→ **Data to examine**:
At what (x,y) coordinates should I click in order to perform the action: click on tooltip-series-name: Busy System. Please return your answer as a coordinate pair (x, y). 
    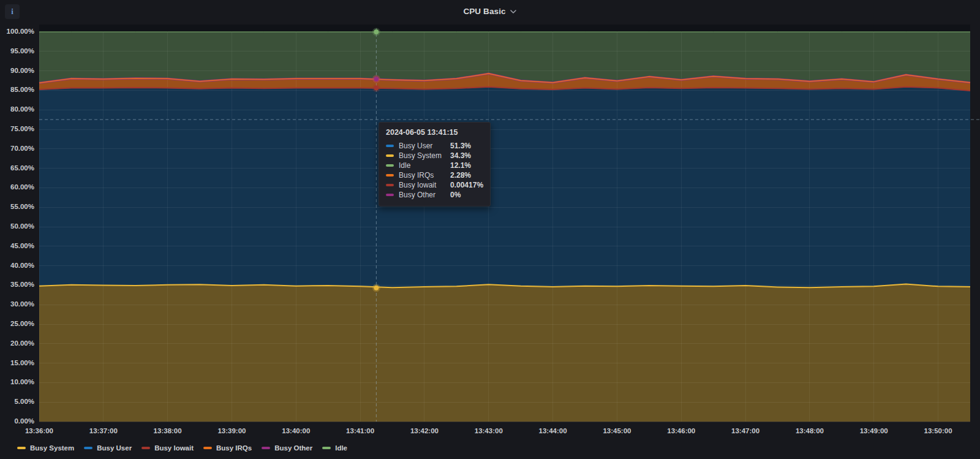
    Looking at the image, I should click on (424, 156).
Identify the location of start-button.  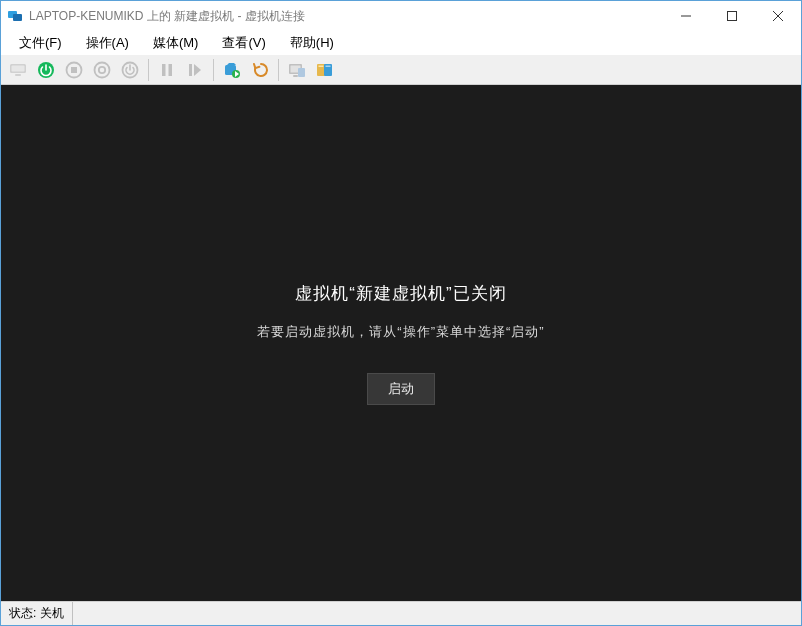
(46, 70).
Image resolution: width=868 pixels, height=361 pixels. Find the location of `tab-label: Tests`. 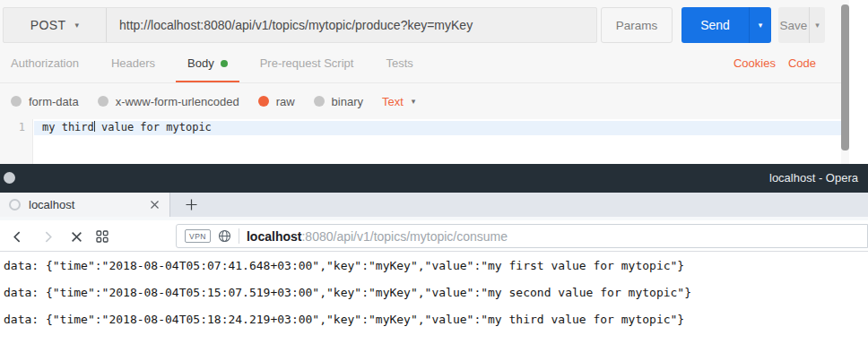

tab-label: Tests is located at coordinates (399, 63).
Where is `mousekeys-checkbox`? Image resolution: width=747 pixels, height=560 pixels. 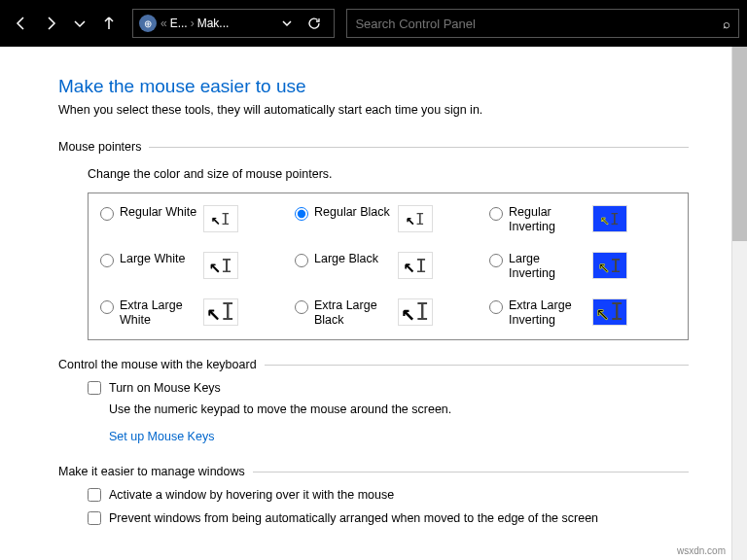
mousekeys-checkbox is located at coordinates (94, 388).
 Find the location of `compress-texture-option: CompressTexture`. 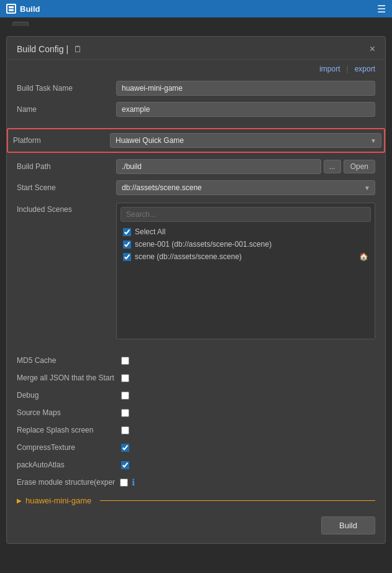

compress-texture-option: CompressTexture is located at coordinates (196, 447).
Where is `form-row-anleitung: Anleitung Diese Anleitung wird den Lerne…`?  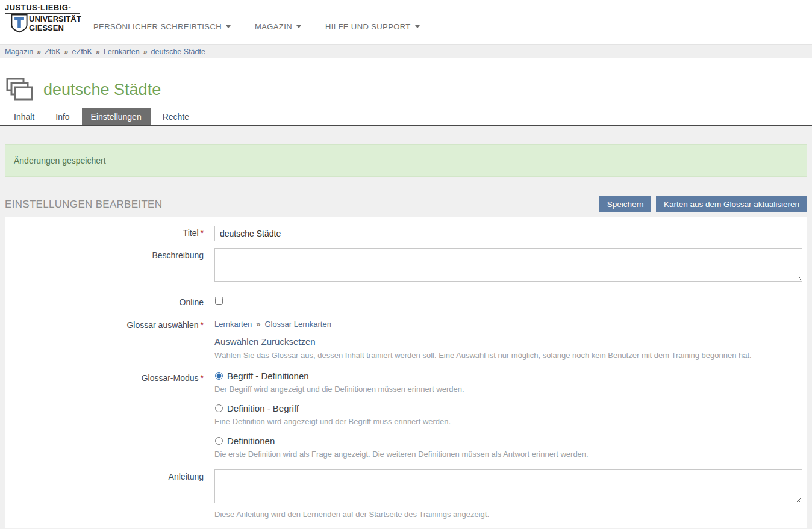 form-row-anleitung: Anleitung Diese Anleitung wird den Lerne… is located at coordinates (406, 494).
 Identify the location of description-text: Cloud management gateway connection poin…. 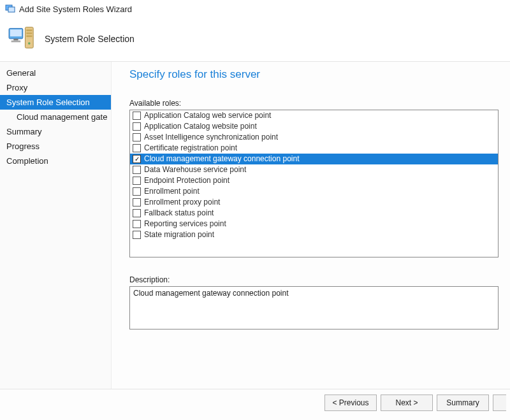
(211, 293).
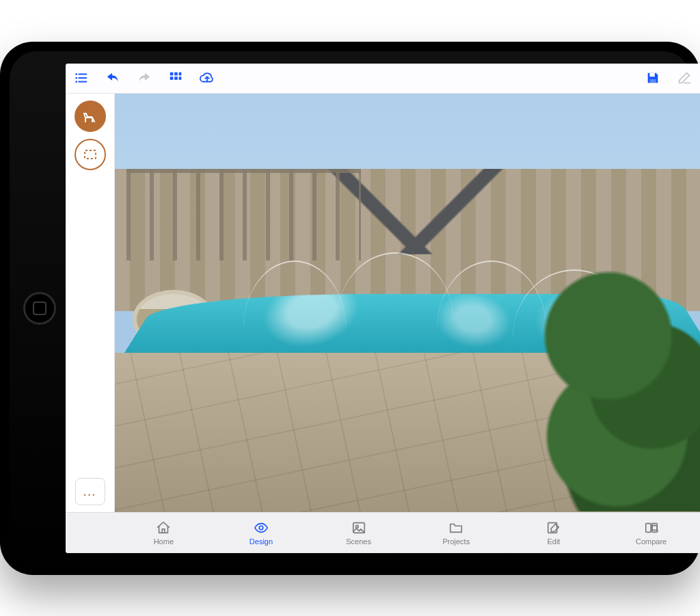 The width and height of the screenshot is (700, 616). What do you see at coordinates (684, 78) in the screenshot?
I see `edit-note-icon` at bounding box center [684, 78].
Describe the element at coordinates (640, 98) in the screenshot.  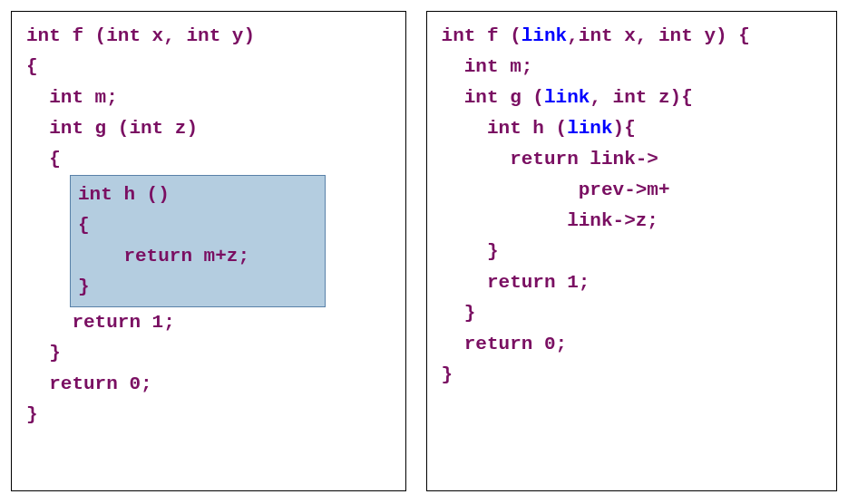
I see `code-text: , int z){` at that location.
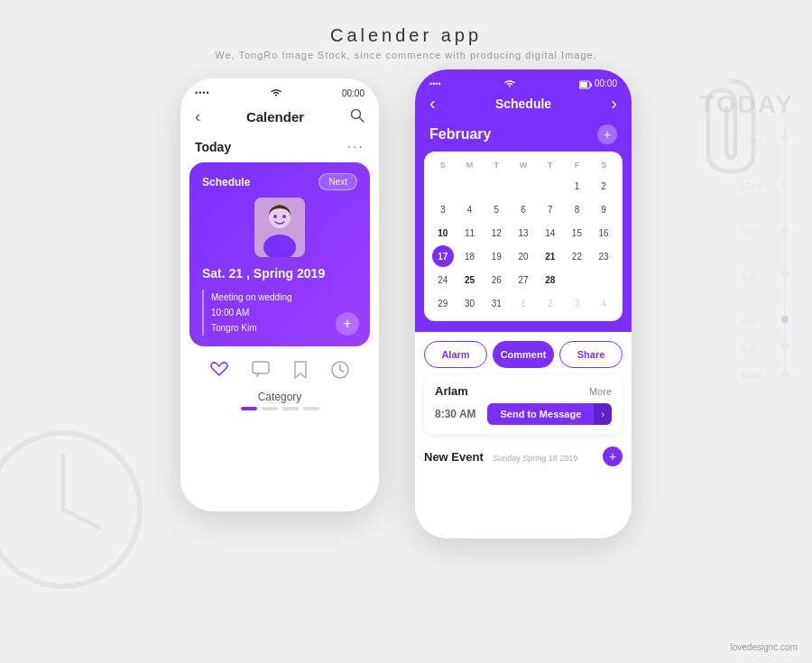 This screenshot has width=812, height=663. I want to click on cal-day-24: 24, so click(443, 280).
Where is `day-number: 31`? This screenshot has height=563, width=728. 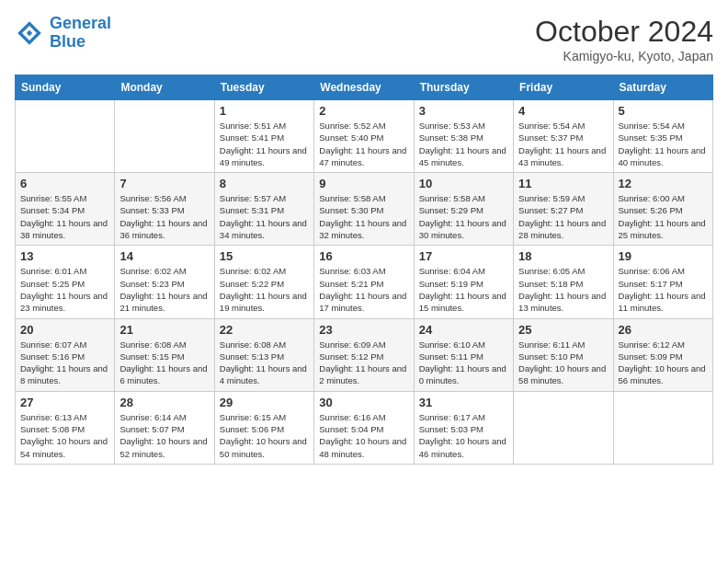
day-number: 31 is located at coordinates (463, 403).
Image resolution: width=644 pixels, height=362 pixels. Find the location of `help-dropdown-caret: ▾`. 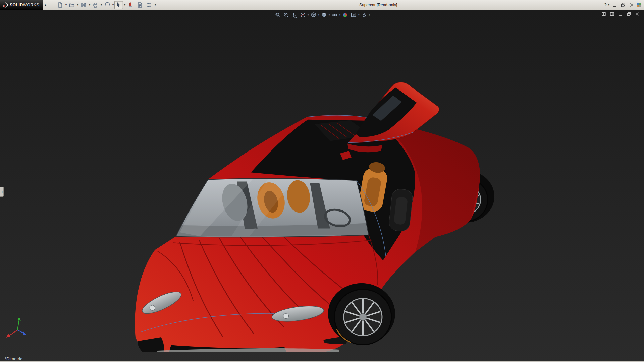

help-dropdown-caret: ▾ is located at coordinates (609, 5).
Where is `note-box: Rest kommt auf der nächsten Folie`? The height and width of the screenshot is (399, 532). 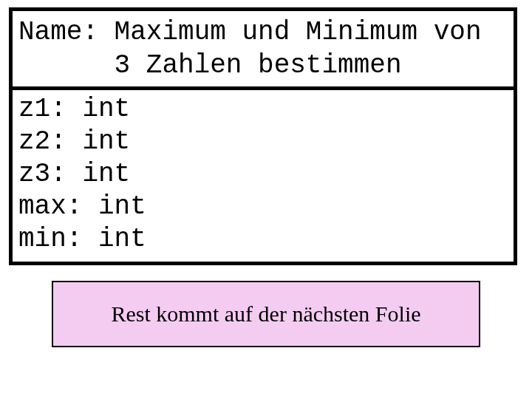
note-box: Rest kommt auf der nächsten Folie is located at coordinates (266, 314).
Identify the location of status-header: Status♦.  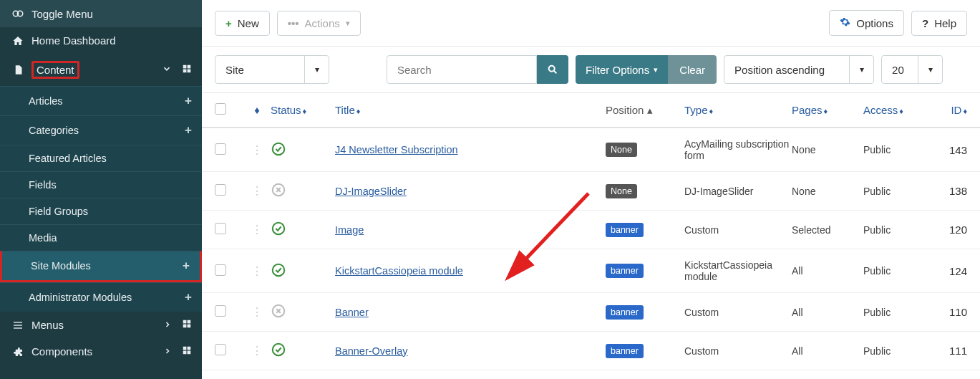
(303, 110).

→ **Work item**:
Give again, exactly, each line from the one that contains "Describe the element" through the last line of the material above. Pictures do not belong in the copy.

→ **Exercise output**:
Describe the element at coordinates (640, 98) in the screenshot.  
I see `code-text: , int z){` at that location.
 This screenshot has width=812, height=663. I want to click on cal-day-24: 24, so click(443, 280).
Where is `day-number: 31`? This screenshot has height=563, width=728. 
day-number: 31 is located at coordinates (463, 403).
Image resolution: width=644 pixels, height=362 pixels. Find the location of `help-dropdown-caret: ▾`. 

help-dropdown-caret: ▾ is located at coordinates (609, 5).
Where is `note-box: Rest kommt auf der nächsten Folie`? The height and width of the screenshot is (399, 532). 
note-box: Rest kommt auf der nächsten Folie is located at coordinates (266, 314).
Identify the location of status-header: Status♦.  
(303, 110).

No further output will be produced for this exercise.